China’s ‘common prosperity’ drive positive for wealth management industry – UBS

Reuters

By Selena Li

HONG KONG – China’s drive for “common prosperity” to ease inequality could be a positive catalyst for the local wealth management industry, as it leads to expansion of the middle-income group and healthy development of capital markets, according to a UBS report.

The wealth management market in the world’s second-largest economy could hit 214 trillion yuan ($34 trillion) in investable assets by high net worth individuals in 2030, said the report by the Swiss bank issued on Wednesday.

But the revenue pool for private banking service providers is seen within a wide range of between 224 billion yuan and 1.03 trillion at that time, as the common prosperity drive could bring more uncertainties to entrepreneurship, it said.


“Common prosperity” is a policy drive by President Xi Jinping to narrow the gap between rich and poor. Beijing has been encouraging companies to share wealth as part of the effort to ease inequality.


The drive has sparked some concerns as Beijing since last year started to tighten regulations targeting sectors that have accumulated sizable wealth, such as China’s booming tech industry.

The UBS report said concerns about policy uncertainties amid Beijing’s “aim to ‘reasonably regulate and adjust excessively high income'” could boost demand for geographic diversification and offshore asset allocation by high net worth individuals.

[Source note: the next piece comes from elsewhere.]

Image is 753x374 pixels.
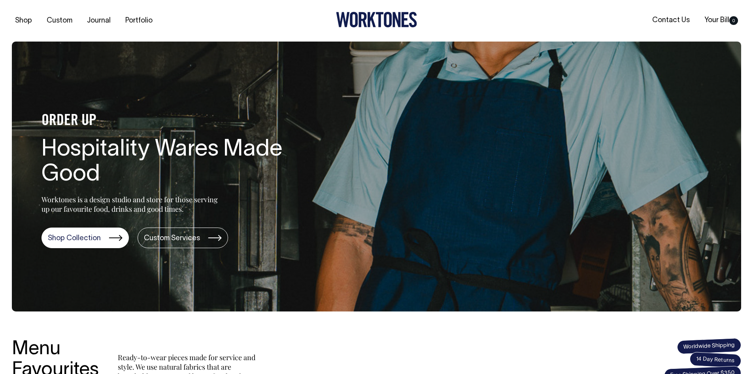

Entrepreneurship and innovation could be dampened if the call for voluntary donations is implemented in a way that is close to the government’s directive and becomes an “implicit cost” for businesses, it added.

The positive factors of the common prosperity drive included easing households’ living costs, limiting monopolistic practices from forcing out small businesses, and encouraging the healthy development of capital markets, the report said.

The number of high net worth individuals in China has jumped from 0.3 million in 2008 to 2.6 million in 2020, the UBS report said, adding the growth was still the primary driver for the rise in overall investable assets.

Chinese households’ financial assets as a percentage of nominal gross domestic product is expected to rise from 161% in 2019 to 225% in 2030 in the most optimistic scenario, the report noted.

The swelling China onshore wealth has lured foreign firms, including UBS itself, to look for tie-ups with domestic lenders which are considered best-positioned to benefit, as well as the country’s brokerage firms.

UBS has moved towards forming majority-owned wealth management ventures with China’s largest insurer China Life, following other institutions such as BlackRock, Amundi, Schroders and BNP Paribas.